Problem 1: For each of the following data sets, explain ...



The George Washington University

School of Engineering and Applied Science

Department of Computer Science

CSci 243 – Data Mining – Spring 2007

Homework Assignment

Due Date: February 21, 2007

Instructor: A. Bellaachia

Problem 1: (25 points)

For each of the following data sets, explain whether or not data privacy is an important issue:

a) Census data collected from 1900–1950. No

b) IP addresses and visit times of Web users who visit your Website. Yes

c) Images from Earth-orbiting satellites. No

d) Names and addresses of people from the telephone book. No

e) Names and email addresses collected from the Web. No

Problem 2: (25 points)

Discuss whether or not each of the following activities is a data mining task:

a) Dividing the customers of a company according to their gender.

ANS: No. This is a simple database query.

b) Dividing the customers of a company according to their profitability.

ANS: No. This is an accounting calculation, followed by the application of a threshold. However, predicting the profitability of a new customer would be data mining.

c) Computing the total sales of a company.

ANS: No. Again, this is simple accounting.

d) Sorting a student database based on student identification numbers.

ANS: No. Again, this is a simple database query.

e) Predicting the outcomes of tossing a (fair) pair of dice.

ANS: No. Since the die is fair, this is a probability calculation. If the die were not fair, and we needed to estimate the probabilities of each outcome from the data, then this is more like the problems considered by data mining. However, in this specific case, solutions

to this problem were developed by mathematicians a long time ago, and thus, we wouldn’t consider it to be data mining.

f) Predicting the future stock price of a company using historical records.

ANS: Yes. We would attempt to create a model that can predict the

continuous value of the stock price.
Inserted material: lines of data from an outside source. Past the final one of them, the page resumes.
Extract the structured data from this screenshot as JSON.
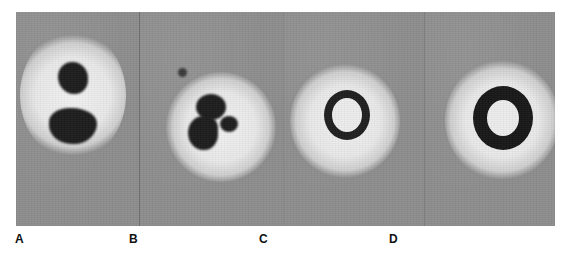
{
  "figure": {
    "background_color": "#8e8e8e",
    "panels": [
      {
        "label": "A",
        "content": "two dark irregular nuclear masses stacked vertically within a bright halo"
      },
      {
        "label": "B",
        "content": "multilobed dark cell within bright halo, small dark particle to upper left"
      },
      {
        "label": "C",
        "content": "thin dark ring with bright center within bright halo"
      },
      {
        "label": "D",
        "content": "thick dark ring with bright center within bright halo"
      }
    ]
  }
}
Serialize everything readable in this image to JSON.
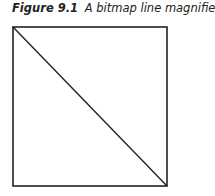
{
  "caption": {
    "label": "Figure 9.1",
    "title": "A bitmap line magnified"
  },
  "figure": {
    "shape": "square",
    "stroke_color": "#222222",
    "background": "#ffffff",
    "diagonal": {
      "from": "top-left",
      "to": "bottom-right"
    }
  }
}
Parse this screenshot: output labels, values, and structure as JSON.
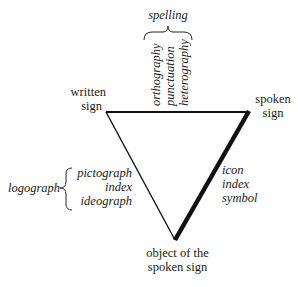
{
  "diagram": {
    "vertices": {
      "top_left": {
        "label_line1": "written",
        "label_line2": "sign"
      },
      "top_right": {
        "label_line1": "spoken",
        "label_line2": "sign"
      },
      "bottom": {
        "label_line1": "object of the",
        "label_line2": "spoken sign"
      }
    },
    "top_group": {
      "heading": "spelling",
      "items": [
        "orthography",
        "punctuation",
        "heterography"
      ]
    },
    "left_group": {
      "heading": "logograph",
      "items": [
        "pictograph",
        "index",
        "ideograph"
      ]
    },
    "right_group": {
      "items": [
        "icon",
        "index",
        "symbol"
      ]
    },
    "colors": {
      "line": "#111111",
      "background": "#ffffff"
    }
  }
}
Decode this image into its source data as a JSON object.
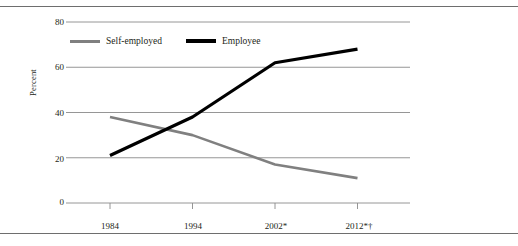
{
  "figure": {
    "ylabel": "Percent",
    "legend": [
      {
        "label": "Self-employed",
        "color": "#808080",
        "key": "self_employed"
      },
      {
        "label": "Employee",
        "color": "#000000",
        "key": "employee"
      }
    ]
  },
  "chart_data": {
    "type": "line",
    "title": "",
    "xlabel": "",
    "ylabel": "Percent",
    "categories": [
      "1984",
      "1994",
      "2002*",
      "2012*†"
    ],
    "x_tick_labels": [
      "1984",
      "1994",
      "2002*",
      "2012*†"
    ],
    "y_tick_labels": [
      "0",
      "20",
      "40",
      "60",
      "80"
    ],
    "y_ticks": [
      0,
      20,
      40,
      60,
      80
    ],
    "ylim": [
      0,
      80
    ],
    "grid": "horizontal",
    "legend_position": "upper-left-inside",
    "series": [
      {
        "name": "Self-employed",
        "color": "#808080",
        "values": [
          38,
          30,
          17,
          11
        ]
      },
      {
        "name": "Employee",
        "color": "#000000",
        "values": [
          21,
          38,
          62,
          68
        ]
      }
    ]
  }
}
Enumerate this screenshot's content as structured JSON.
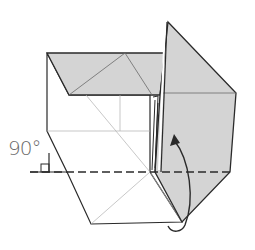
{
  "diagram": {
    "type": "origami-fold-step",
    "angle_label": "90°",
    "colors": {
      "paper_colored": "#d4d4d4",
      "paper_white": "#ffffff",
      "edge": "#2a2a2a",
      "crease": "#9a9a9a"
    },
    "annotations": {
      "fold_arrow": "curved arrow indicating flap rotates up 90°",
      "valley_fold_line": "dashed horizontal line",
      "right_angle_symbol": "square corner marker"
    }
  }
}
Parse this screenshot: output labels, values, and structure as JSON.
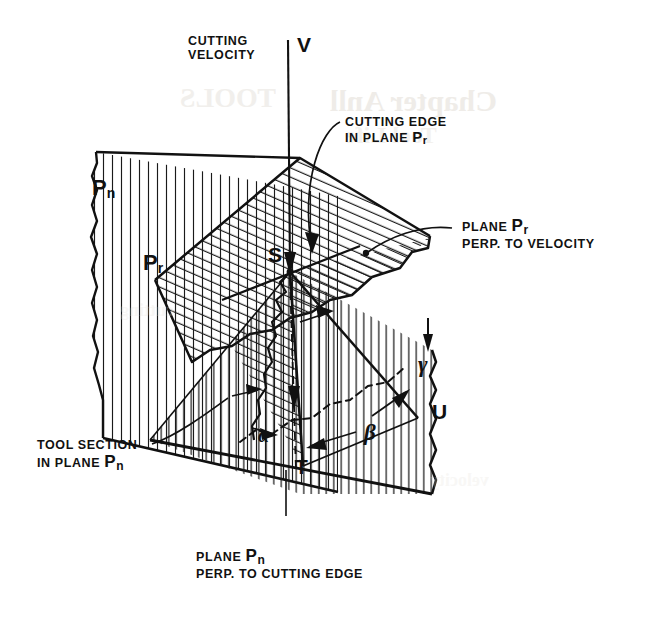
{
  "figure": {
    "type": "technical-line-diagram",
    "background_color": "#ffffff",
    "ink_color": "#111111"
  },
  "labels": {
    "cutting_velocity": {
      "line1": "CUTTING",
      "line2": "VELOCITY",
      "x": 188,
      "y": 34
    },
    "velocity_symbol": {
      "text": "V",
      "x": 297,
      "y": 37
    },
    "cutting_edge": {
      "line1": "CUTTING EDGE",
      "line2_prefix": "IN PLANE ",
      "line2_sub_base": "P",
      "line2_sub": "r",
      "x": 345,
      "y": 115
    },
    "plane_pr_callout": {
      "line1_prefix": "PLANE ",
      "line1_sub_base": "P",
      "line1_sub": "r",
      "line2": "PERP. TO VELOCITY",
      "x": 462,
      "y": 218
    },
    "tool_section": {
      "line1": "TOOL SECTION",
      "line2_prefix": "IN PLANE ",
      "line2_sub_base": "P",
      "line2_sub": "n",
      "x": 37,
      "y": 438
    },
    "plane_pn_caption": {
      "line1_prefix": "PLANE ",
      "line1_sub_base": "P",
      "line1_sub": "n",
      "line2": "PERP. TO CUTTING EDGE",
      "x": 196,
      "y": 548
    },
    "pn_plane_tag": {
      "base": "P",
      "sub": "n",
      "x": 92,
      "y": 178
    },
    "pr_plane_tag": {
      "base": "P",
      "sub": "r",
      "x": 143,
      "y": 253
    },
    "point_s": {
      "text": "S",
      "x": 268,
      "y": 243
    },
    "point_t": {
      "text": "T",
      "x": 295,
      "y": 455
    },
    "point_u": {
      "text": "U",
      "x": 432,
      "y": 402
    },
    "angle_alpha": {
      "text": "α",
      "x": 258,
      "y": 430
    },
    "angle_beta": {
      "text": "β",
      "x": 364,
      "y": 428
    },
    "angle_gamma": {
      "text": "γ",
      "x": 418,
      "y": 358
    }
  },
  "bleed_through": [
    {
      "text": "Chapter Anll",
      "x": 330,
      "y": 84,
      "size": 30,
      "opacity": 0.55
    },
    {
      "text": "TOOLS",
      "x": 180,
      "y": 82,
      "size": 28,
      "opacity": 0.45
    },
    {
      "text": "Tool Life",
      "x": 345,
      "y": 122,
      "size": 24,
      "opacity": 0.4
    },
    {
      "text": "cutting",
      "x": 120,
      "y": 300,
      "size": 18,
      "opacity": 0.25
    },
    {
      "text": "velocity",
      "x": 430,
      "y": 470,
      "size": 18,
      "opacity": 0.22
    }
  ],
  "geometry": {
    "vertex_S": [
      290,
      272
    ],
    "point_T": [
      303,
      466
    ],
    "point_U": [
      418,
      418
    ],
    "velocity_line_top": [
      288,
      40
    ],
    "pn_plane_note": "vertical-hatched plane, left, torn left edge",
    "pr_plane_note": "diagonal-hatched parallelogram, center, torn right edge",
    "tool_body_note": "vertical-hatched wedge, lower right, torn right edge"
  }
}
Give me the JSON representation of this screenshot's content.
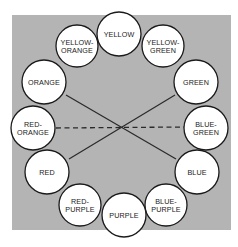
{
  "diagram": {
    "background_color": "#b4b4b4",
    "circles": [
      {
        "id": "yellow",
        "lines": [
          "YELLOW"
        ],
        "cx": 119,
        "cy": 34,
        "r": 22
      },
      {
        "id": "yellow-green",
        "lines": [
          "YELLOW-",
          "GREEN"
        ],
        "cx": 163,
        "cy": 46,
        "r": 21
      },
      {
        "id": "green",
        "lines": [
          "GREEN"
        ],
        "cx": 196,
        "cy": 82,
        "r": 22
      },
      {
        "id": "blue-green",
        "lines": [
          "BLUE-",
          "GREEN"
        ],
        "cx": 206,
        "cy": 128,
        "r": 22
      },
      {
        "id": "blue",
        "lines": [
          "BLUE"
        ],
        "cx": 197,
        "cy": 172,
        "r": 22
      },
      {
        "id": "blue-purple",
        "lines": [
          "BLUE-",
          "PURPLE"
        ],
        "cx": 166,
        "cy": 205,
        "r": 21
      },
      {
        "id": "purple",
        "lines": [
          "PURPLE"
        ],
        "cx": 124,
        "cy": 215,
        "r": 22
      },
      {
        "id": "red-purple",
        "lines": [
          "RED-",
          "PURPLE"
        ],
        "cx": 80,
        "cy": 205,
        "r": 21
      },
      {
        "id": "red",
        "lines": [
          "RED"
        ],
        "cx": 47,
        "cy": 172,
        "r": 22
      },
      {
        "id": "red-orange",
        "lines": [
          "RED-",
          "ORANGE"
        ],
        "cx": 33,
        "cy": 128,
        "r": 22
      },
      {
        "id": "orange",
        "lines": [
          "ORANGE"
        ],
        "cx": 44,
        "cy": 82,
        "r": 22
      },
      {
        "id": "yellow-orange",
        "lines": [
          "YELLOW-",
          "ORANGE"
        ],
        "cx": 77,
        "cy": 46,
        "r": 21
      }
    ],
    "connections": [
      {
        "from": "orange",
        "to": "blue",
        "style": "solid",
        "x1": 66,
        "y1": 95,
        "x2": 176,
        "y2": 159
      },
      {
        "from": "green",
        "to": "red",
        "style": "solid",
        "x1": 175,
        "y1": 95,
        "x2": 69,
        "y2": 159
      },
      {
        "from": "red-orange",
        "to": "blue-green",
        "style": "dashed",
        "x1": 56,
        "y1": 128,
        "x2": 184,
        "y2": 127
      }
    ]
  }
}
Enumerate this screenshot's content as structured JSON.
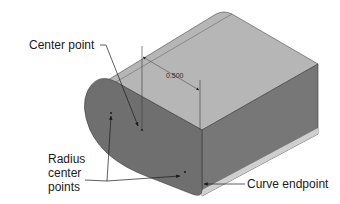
{
  "figure": {
    "colors": {
      "top_face": "#b4b4b4",
      "front_face": "#6e6e6e",
      "side_face": "#7c7c7c",
      "rounded_end": "#727272",
      "edge": "#3a3a3a",
      "highlight": "#d8d8d8",
      "leader": "#1a1a1a"
    }
  },
  "labels": {
    "center_point": "Center point",
    "radius_center_points": [
      "Radius",
      "center",
      "points"
    ],
    "curve_endpoint": "Curve endpoint"
  },
  "dimension": {
    "value": "0.500"
  }
}
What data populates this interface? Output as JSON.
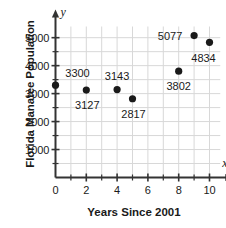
{
  "chart_data": {
    "type": "scatter",
    "title": "",
    "xlabel": "Years Since 2001",
    "ylabel": "Florida Manatee Population",
    "x_var_symbol": "x",
    "y_var_symbol": "y",
    "xlim": [
      0,
      10.7
    ],
    "ylim": [
      0,
      5400
    ],
    "grid": true,
    "legend": "none",
    "x_ticks": [
      0,
      2,
      4,
      6,
      8,
      10
    ],
    "x_tick_labels": [
      "0",
      "2",
      "4",
      "6",
      "8",
      "10"
    ],
    "x_minor_ticks": [
      1,
      3,
      5,
      7,
      9
    ],
    "y_ticks": [
      1000,
      2000,
      3000,
      4000,
      5000
    ],
    "y_tick_labels": [
      "1000",
      "2000",
      "3000",
      "4000",
      "5000"
    ],
    "y_minor_ticks": [
      500,
      1500,
      2500,
      3500,
      4500
    ],
    "point_color": "#1a1a1a",
    "grid_color": "#d8d8d8",
    "axis_color": "#333333",
    "points": [
      {
        "x": 0,
        "y": 3300,
        "label": "3300",
        "label_dx": 22,
        "label_dy": -12
      },
      {
        "x": 2,
        "y": 3127,
        "label": "3127",
        "label_dx": 1,
        "label_dy": 15
      },
      {
        "x": 4,
        "y": 3143,
        "label": "3143",
        "label_dx": 0,
        "label_dy": -14
      },
      {
        "x": 5,
        "y": 2817,
        "label": "2817",
        "label_dx": 1,
        "label_dy": 15
      },
      {
        "x": 8,
        "y": 3802,
        "label": "3802",
        "label_dx": 0,
        "label_dy": 15
      },
      {
        "x": 9,
        "y": 5077,
        "label": "5077",
        "label_dx": -24,
        "label_dy": 0
      },
      {
        "x": 10,
        "y": 4834,
        "label": "4834",
        "label_dx": -6,
        "label_dy": 16
      }
    ]
  }
}
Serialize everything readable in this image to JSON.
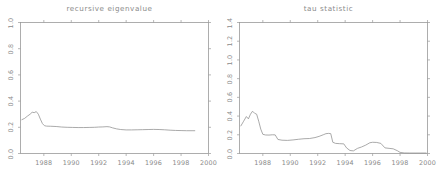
{
  "figure": {
    "background_color": "#ffffff",
    "line_color": "#8d8d8d",
    "axis_color": "#9a9a9a",
    "text_color": "#8a8a8a"
  },
  "chart_data": [
    {
      "type": "line",
      "panel": "left",
      "title": "recursive eigenvalue",
      "xlabel": "",
      "ylabel": "",
      "xlim": [
        1986.3,
        2000.0
      ],
      "ylim": [
        0.0,
        1.0
      ],
      "grid": false,
      "legend": "none",
      "xticks": [
        1988,
        1990,
        1992,
        1994,
        1996,
        1998,
        2000
      ],
      "xtick_labels": [
        "1988",
        "1990",
        "1992",
        "1994",
        "1996",
        "1998",
        "2000"
      ],
      "yticks": [
        0.0,
        0.2,
        0.4,
        0.6,
        0.8,
        1.0
      ],
      "ytick_labels": [
        "0.0",
        "0.2",
        "0.4",
        "0.6",
        "0.8",
        "1.0"
      ],
      "x": [
        1986.4,
        1986.6,
        1986.8,
        1987.0,
        1987.15,
        1987.3,
        1987.45,
        1987.6,
        1987.75,
        1987.9,
        1988.05,
        1988.2,
        1988.5,
        1988.9,
        1989.3,
        1989.7,
        1990.1,
        1990.5,
        1990.9,
        1991.3,
        1991.7,
        1992.0,
        1992.3,
        1992.6,
        1992.8,
        1993.0,
        1993.3,
        1993.6,
        1994.0,
        1994.4,
        1994.8,
        1995.2,
        1995.6,
        1996.0,
        1996.4,
        1996.8,
        1997.2,
        1997.6,
        1998.0,
        1998.4,
        1998.8,
        1999.0
      ],
      "y": [
        0.258,
        0.268,
        0.285,
        0.3,
        0.315,
        0.312,
        0.32,
        0.3,
        0.262,
        0.228,
        0.212,
        0.209,
        0.208,
        0.206,
        0.202,
        0.2,
        0.199,
        0.198,
        0.198,
        0.199,
        0.2,
        0.202,
        0.203,
        0.205,
        0.203,
        0.196,
        0.188,
        0.183,
        0.18,
        0.18,
        0.181,
        0.182,
        0.183,
        0.184,
        0.183,
        0.181,
        0.178,
        0.176,
        0.175,
        0.174,
        0.174,
        0.174
      ]
    },
    {
      "type": "line",
      "panel": "right",
      "title": "tau statistic",
      "xlabel": "",
      "ylabel": "",
      "xlim": [
        1986.3,
        2000.0
      ],
      "ylim": [
        0.0,
        1.4
      ],
      "grid": false,
      "legend": "none",
      "xticks": [
        1988,
        1990,
        1992,
        1994,
        1996,
        1998,
        2000
      ],
      "xtick_labels": [
        "1988",
        "1990",
        "1992",
        "1994",
        "1996",
        "1998",
        "2000"
      ],
      "yticks": [
        0.0,
        0.2,
        0.4,
        0.6,
        0.8,
        1.0,
        1.2,
        1.4
      ],
      "ytick_labels": [
        "0.0",
        "0.2",
        "0.4",
        "0.6",
        "0.8",
        "1.0",
        "1.2",
        "1.4"
      ],
      "x": [
        1986.4,
        1986.6,
        1986.8,
        1986.95,
        1987.1,
        1987.25,
        1987.4,
        1987.55,
        1987.7,
        1987.85,
        1988.0,
        1988.2,
        1988.45,
        1988.7,
        1988.9,
        1989.1,
        1989.4,
        1989.8,
        1990.2,
        1990.6,
        1991.0,
        1991.4,
        1991.8,
        1992.1,
        1992.4,
        1992.6,
        1992.8,
        1992.95,
        1993.1,
        1993.3,
        1993.6,
        1993.9,
        1994.1,
        1994.35,
        1994.6,
        1994.9,
        1995.2,
        1995.5,
        1995.8,
        1996.0,
        1996.3,
        1996.6,
        1996.9,
        1997.2,
        1997.5,
        1997.8,
        1998.0,
        1998.3,
        1998.7,
        1999.1,
        1999.5,
        1999.9
      ],
      "y": [
        0.295,
        0.345,
        0.395,
        0.37,
        0.42,
        0.452,
        0.43,
        0.42,
        0.345,
        0.26,
        0.205,
        0.198,
        0.197,
        0.2,
        0.199,
        0.15,
        0.142,
        0.14,
        0.145,
        0.152,
        0.158,
        0.16,
        0.17,
        0.183,
        0.2,
        0.212,
        0.215,
        0.212,
        0.12,
        0.108,
        0.105,
        0.103,
        0.06,
        0.032,
        0.028,
        0.055,
        0.07,
        0.09,
        0.115,
        0.12,
        0.118,
        0.108,
        0.06,
        0.055,
        0.05,
        0.03,
        0.012,
        0.006,
        0.005,
        0.005,
        0.005,
        0.005
      ]
    }
  ]
}
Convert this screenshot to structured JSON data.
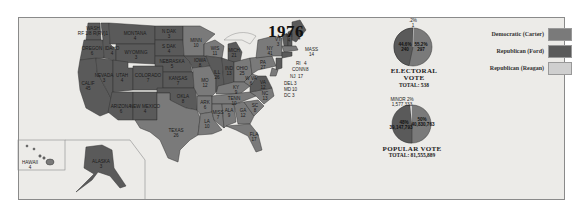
{
  "title": "1976",
  "colors": {
    "democratic_carter": "#7a7a7a",
    "republican_ford": "#5a5a5a",
    "republican_reagan": "#cfcfcf",
    "background": "#ecebe8",
    "border": "#8a8a8a"
  },
  "legend": [
    {
      "label": "Democratic (Carter)",
      "color": "#7a7a7a"
    },
    {
      "label": "Republican (Ford)",
      "color": "#5a5a5a"
    },
    {
      "label": "Republican (Reagan)",
      "color": "#cfcfcf"
    }
  ],
  "electoral_vote": {
    "caption": "ELECTORAL VOTE",
    "total_label": "TOTAL: 538",
    "slices": [
      {
        "party": "Republican (Ford)",
        "pct": "44.6%",
        "votes": "240"
      },
      {
        "party": "Democratic (Carter)",
        "pct": "55.2%",
        "votes": "297"
      },
      {
        "party": "Republican (Reagan)",
        "pct": ".2%",
        "votes": "1"
      }
    ]
  },
  "popular_vote": {
    "caption": "POPULAR VOTE",
    "total_label": "TOTAL: 81,555,889",
    "slices": [
      {
        "party": "Republican (Ford)",
        "pct": "48%",
        "votes": "39,147,793"
      },
      {
        "party": "Democratic (Carter)",
        "pct": "50%",
        "votes": "40,830,763"
      },
      {
        "party": "Minor",
        "pct": "MINOR 2%",
        "votes": "1,577,333"
      }
    ]
  },
  "states": [
    {
      "name": "WASH",
      "ev": "8",
      "extra": "RF 1/8 R(RV)1"
    },
    {
      "name": "OREGON",
      "ev": "6"
    },
    {
      "name": "CALIF",
      "ev": "45"
    },
    {
      "name": "NEVADA",
      "ev": "3"
    },
    {
      "name": "IDAHO",
      "ev": "4"
    },
    {
      "name": "MONTANA",
      "ev": "4"
    },
    {
      "name": "WYOMING",
      "ev": "3"
    },
    {
      "name": "UTAH",
      "ev": "4"
    },
    {
      "name": "COLORADO",
      "ev": "7"
    },
    {
      "name": "ARIZONA",
      "ev": "6"
    },
    {
      "name": "NEW MEXICO",
      "ev": "4"
    },
    {
      "name": "N DAK",
      "ev": "3"
    },
    {
      "name": "S DAK",
      "ev": "4"
    },
    {
      "name": "NEBRASKA",
      "ev": "5"
    },
    {
      "name": "KANSAS",
      "ev": "7"
    },
    {
      "name": "OKLA",
      "ev": "8"
    },
    {
      "name": "TEXAS",
      "ev": "26"
    },
    {
      "name": "MINN",
      "ev": "10"
    },
    {
      "name": "IOWA",
      "ev": "8"
    },
    {
      "name": "MO",
      "ev": "12"
    },
    {
      "name": "ARK",
      "ev": "6"
    },
    {
      "name": "LA",
      "ev": "10"
    },
    {
      "name": "WIS",
      "ev": "11"
    },
    {
      "name": "ILL",
      "ev": "26"
    },
    {
      "name": "MICH",
      "ev": "21"
    },
    {
      "name": "IND",
      "ev": "13"
    },
    {
      "name": "OHIO",
      "ev": "25"
    },
    {
      "name": "KY",
      "ev": "9"
    },
    {
      "name": "TENN",
      "ev": "10"
    },
    {
      "name": "MISS",
      "ev": "7"
    },
    {
      "name": "ALA",
      "ev": "9"
    },
    {
      "name": "GA",
      "ev": "12"
    },
    {
      "name": "FLA",
      "ev": "17"
    },
    {
      "name": "SC",
      "ev": "8"
    },
    {
      "name": "NC",
      "ev": "13"
    },
    {
      "name": "VA",
      "ev": "12"
    },
    {
      "name": "W VA",
      "ev": "6"
    },
    {
      "name": "PA",
      "ev": "27"
    },
    {
      "name": "NY",
      "ev": "41"
    },
    {
      "name": "VT",
      "ev": "3"
    },
    {
      "name": "NH",
      "ev": "4"
    },
    {
      "name": "ME",
      "ev": "4"
    },
    {
      "name": "MASS",
      "ev": "14"
    },
    {
      "name": "RI",
      "ev": "4"
    },
    {
      "name": "CONN",
      "ev": "8"
    },
    {
      "name": "NJ",
      "ev": "17"
    },
    {
      "name": "DEL",
      "ev": "3"
    },
    {
      "name": "MD",
      "ev": "10"
    },
    {
      "name": "DC",
      "ev": "3"
    },
    {
      "name": "HAWAII",
      "ev": "4"
    },
    {
      "name": "ALASKA",
      "ev": "3"
    }
  ]
}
This is an example of the area of data mining known as predictive modeling. We could use regression for this modeling, although researchers in many fields have developed a wide variety of techniques for predicting time series.

Problem 3: (25 points)

Do problem 3.3 on page 152.

Suppose that a data warehouse consists of the three dimensions time, doctor, and patient, and the two measures count and charge, where charge is the fee that a doctor charges a patient for a visit.

a) Enumerate three classes of schemas that are popularly used for modeling data warehouses.

b) Draw a schema diagram for the above data warehouse using one of the schema classes listed in (a).

c) Starting with the base cuboid [day, doctor, patient], what specific OLAP operations should be performed in order to list the total fee collected by each doctor in 2004?

d) To obtain the same list, write an SQL query assuming the data are stored in a relational database with the schema fee (day, month, year, doctor, hospital, patient, count, charge).

Solution:

a) star schema: a fact table in the middle connected to a set of dimension tables

snowflake schema: a refinement of star schema where some dimensional hierarchy is normalized into a set of smaller dimension tables, forming a shape similar to snowflake.

Fact constellations: multiple fact tables share dimension tables, viewed as a collection of stars, therefore called galaxy schema or fact constellation.

b) As figures below

c) Starting with the base cuboid [day, doctor, patient], what specific OLAP operations should be performed in order to list the total fee collected by each doctor in 2004?

1. roll up from day to month to year

2. slice for year = “2004”

3. roll up on patient from individual patient to all

4. slice for patient = “all”

4. get the list of total fee collected by each doctor in 2004

d)

Select doctor, Sum(charge)

From fee

Where year = 2004

Group by doctor

[pic]

Problem 4: (25 points)

Do problem 3.4 on page 152

Suppose that a data warehouse for Big University consists of the following four dimensions: student, course, semester, and instructor, and two measures count and avg_grade. When at the lowest conceptual level (e.g., for a given student, course, semester, and instructor combination), the avg_grade measure stores the actual course grade of the student. At higher conceptual levels, avg_grade stores the average grade for the given combination.

a) Draw a snowflake schema diagram for the data warehouse.

b) Starting with the base cuboid [student, course, semester, instructor], what specific OLAP operations (e.g., roll-up from semester to year) should one perform in order to list the average grade of CS courses for each Big University student.

c) If each dimension has five levels (including all), such as “student < major < status < university < all”, how many cuboids will this cube contain (including the base and apex cuboids)?

Solution:

(a)

[pic]

(b)

Starting with the base cuboid [student, course, semester, instructor]

1. roll-up on course from (course_key) to major

2. roll-up on student from (student_key) to university

3. Dice on course, student with department =”CS” and university=”Big University”

4. Drill-down on student from university to student name

(c) The cube will contain 54=625 cuboids.